• MapQuesting China

    Date posted: November 18, 2009 Author: jolanta
    Politically frank and aesthetically poignant, Ai Wei-Wei’s works deal with Chinese history and contemporary society. His formal practice changes in form and the materials deployed according to the diversity of activities his art embraces.

    Faurschou Beijing

    Politically frank and aesthetically poignant, Ai Wei-Wei’s works deal with Chinese history and contemporary society. His formal practice changes in form and the materials deployed according to the diversity of activities his art embraces. Influenced from his early career by Dada, Duchamp, Jasper Johns, and Andy Warhol, Ai Wei-Wei’s works have been based on a conceptual approach, in the areas of installation and sculpture.

    The socio-political and economic climate of contemporary China most often serves as starting point for Ai Wei-Wei’s art, and he uses local materials and resources like reclaimed wood from traditional Chinese houses and temples, Chinese antiquities like Neolithic vases and Qing-Dynasty furniture, porcelain from the imperial kilns in Jingdezhen, freshwater pearls, bricks, tea, marble, stone, and bamboo, among other things.

    There is nothing “Chinoise” about his works; rather his international formal approach often makes use of metaphoric references, humour, puns, and political irony, which redefines and reconsiders the meaning of the traditional into something new—from traditional antique into seductive and thought-provoking contemporary art, from convention to transgression.

    The title work of the show World Map is a large map of the world made of thin layers of cotton. China is the world’s largest producer of cotton, and also the world’s largest importer and consumer of cotton. With China as the world’s major producer of garment and textile, the piece is obviously a commentary on China’s importance in global trade, but very typical for Ai Wei-Wei, the socio-political framework for the piece is always governed by strong formal aesthetics, here the beautiful soft white cotton, making the piece very poetic and subtle in its contents.

    In the vein of Joseph Beuys, another piece in the show, Fairytale, could be termed a “social sculpture.” Ai Wei-Wei conceived it for Documenta in 2007, where he brought 1001 Chinese nationals to the relatively small town of Kassel, the hometown of the Brothers Grimm. Many of the Chinese participants were experiencing their first trip abroad, and Ai Wei-Wei provided them all with luggage, various accessories, and created a temporary living environment that included dormitory-style sleeping quarters.

    This intervention in the city life of Kassel of so many Chinese at one time directly plays on our concepts of Socialist China and the mass unity associated with socialism, emphasizing the group over the individual. For Ai Wei-Wei though, the fundamental force for change is the individual experience, and the notion that through individual action, change is possible. He believes all activities or artwork should be social—and political. He has often been involved in collaborations, among others in his large-scale architectural projects. For him it is important to engage in debates and to exchange experiences.

    In the 1970s and 1980s Ai Wei-Wei was a protagonist in a dynamic avant-garde movement in China where a lot of activity saw its light on the Chinese art scene. Ai Wei-Wei’s career has steadily been gaining momentum in the past decades, not least due to his controversial exhibition Fuck Off in connection to the Shanghai Bienniale in 2000, his participation at Documenta 2007, and recently his design of “Bird’s Nest,” the Olympic Stadium in Beijing, built in collaboration with Herzog & de Meuron.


WHAT THE TASK REQUIRES:
Report every line of the listing below in which the string "xlabel" occurs.

───── DATASET CONTENT ─────

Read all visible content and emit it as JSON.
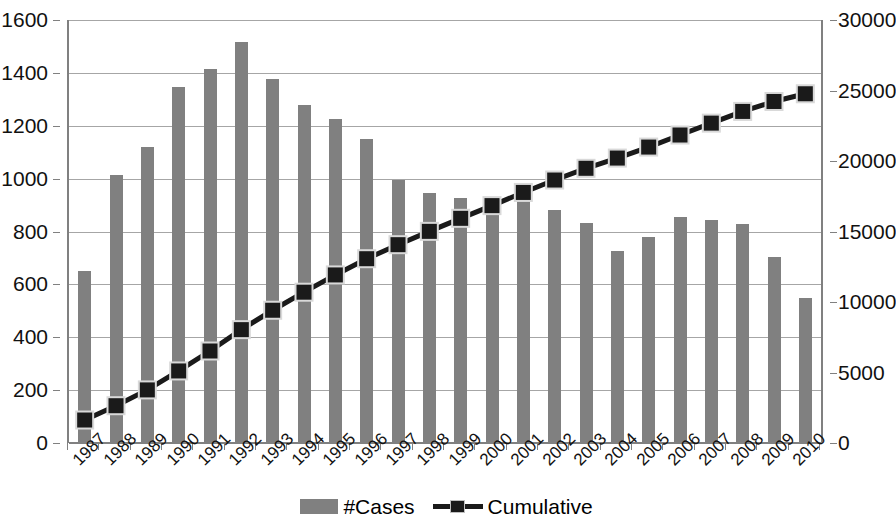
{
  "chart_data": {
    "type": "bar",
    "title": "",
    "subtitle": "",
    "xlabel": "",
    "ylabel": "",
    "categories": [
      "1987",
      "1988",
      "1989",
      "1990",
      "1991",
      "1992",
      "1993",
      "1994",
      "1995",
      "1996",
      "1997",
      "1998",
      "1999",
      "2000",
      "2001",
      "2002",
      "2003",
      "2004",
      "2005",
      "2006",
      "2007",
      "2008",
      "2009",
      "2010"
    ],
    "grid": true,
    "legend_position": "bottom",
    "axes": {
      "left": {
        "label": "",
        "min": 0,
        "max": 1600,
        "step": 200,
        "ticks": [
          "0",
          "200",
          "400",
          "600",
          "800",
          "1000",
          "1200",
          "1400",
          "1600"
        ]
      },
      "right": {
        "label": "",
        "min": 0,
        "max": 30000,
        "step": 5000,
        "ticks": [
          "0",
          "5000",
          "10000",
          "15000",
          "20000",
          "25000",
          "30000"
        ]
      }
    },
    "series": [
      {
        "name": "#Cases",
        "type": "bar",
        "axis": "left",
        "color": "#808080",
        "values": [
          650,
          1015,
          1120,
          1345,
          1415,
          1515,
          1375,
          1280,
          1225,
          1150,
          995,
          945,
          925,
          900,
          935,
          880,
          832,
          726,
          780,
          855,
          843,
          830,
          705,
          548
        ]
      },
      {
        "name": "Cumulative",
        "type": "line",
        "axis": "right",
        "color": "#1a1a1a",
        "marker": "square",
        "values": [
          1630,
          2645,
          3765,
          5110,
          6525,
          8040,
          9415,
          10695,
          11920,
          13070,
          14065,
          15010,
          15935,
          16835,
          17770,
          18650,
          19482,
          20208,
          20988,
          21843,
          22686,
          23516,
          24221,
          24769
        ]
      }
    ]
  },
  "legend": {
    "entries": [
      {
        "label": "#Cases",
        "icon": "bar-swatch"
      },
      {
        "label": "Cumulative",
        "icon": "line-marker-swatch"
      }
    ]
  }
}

─────
───── DATASET CONTENT ─────

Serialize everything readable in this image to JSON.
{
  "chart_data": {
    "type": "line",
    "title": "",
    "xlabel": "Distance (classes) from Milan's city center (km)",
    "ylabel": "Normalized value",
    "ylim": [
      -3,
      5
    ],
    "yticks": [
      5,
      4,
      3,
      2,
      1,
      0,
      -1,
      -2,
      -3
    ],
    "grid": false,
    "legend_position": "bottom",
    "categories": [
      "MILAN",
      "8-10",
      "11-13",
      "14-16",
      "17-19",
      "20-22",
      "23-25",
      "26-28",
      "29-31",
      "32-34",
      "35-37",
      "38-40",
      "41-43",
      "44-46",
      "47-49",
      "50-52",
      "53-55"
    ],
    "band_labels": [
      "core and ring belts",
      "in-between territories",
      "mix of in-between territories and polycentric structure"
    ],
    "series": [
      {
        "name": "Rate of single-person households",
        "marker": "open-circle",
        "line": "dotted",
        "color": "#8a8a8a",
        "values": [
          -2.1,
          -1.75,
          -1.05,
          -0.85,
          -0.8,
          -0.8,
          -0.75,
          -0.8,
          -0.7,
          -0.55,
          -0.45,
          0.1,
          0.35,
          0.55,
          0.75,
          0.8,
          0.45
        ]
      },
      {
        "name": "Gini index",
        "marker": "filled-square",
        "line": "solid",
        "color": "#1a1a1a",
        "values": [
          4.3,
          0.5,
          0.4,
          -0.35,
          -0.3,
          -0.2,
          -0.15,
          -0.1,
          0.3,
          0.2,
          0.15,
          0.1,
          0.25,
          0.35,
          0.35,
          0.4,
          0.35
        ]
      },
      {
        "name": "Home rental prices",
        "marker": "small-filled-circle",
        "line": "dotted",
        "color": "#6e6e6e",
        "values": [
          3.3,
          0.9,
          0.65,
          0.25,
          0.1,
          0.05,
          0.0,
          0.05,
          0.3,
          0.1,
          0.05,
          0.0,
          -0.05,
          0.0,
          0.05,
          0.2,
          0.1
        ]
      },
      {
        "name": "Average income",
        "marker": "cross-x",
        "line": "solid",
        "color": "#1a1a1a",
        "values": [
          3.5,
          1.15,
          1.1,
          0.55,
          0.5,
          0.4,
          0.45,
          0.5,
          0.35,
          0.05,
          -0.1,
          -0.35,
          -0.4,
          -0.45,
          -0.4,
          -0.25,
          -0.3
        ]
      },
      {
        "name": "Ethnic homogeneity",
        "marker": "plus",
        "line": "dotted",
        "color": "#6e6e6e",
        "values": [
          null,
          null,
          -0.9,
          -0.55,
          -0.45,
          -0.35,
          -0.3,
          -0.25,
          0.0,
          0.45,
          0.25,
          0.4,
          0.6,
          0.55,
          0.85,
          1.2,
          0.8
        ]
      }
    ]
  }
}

─────

RESULT OF THE TASK:
    "xlabel": "",
    "xlabel": "Distance (classes) from Milan's city center (km)",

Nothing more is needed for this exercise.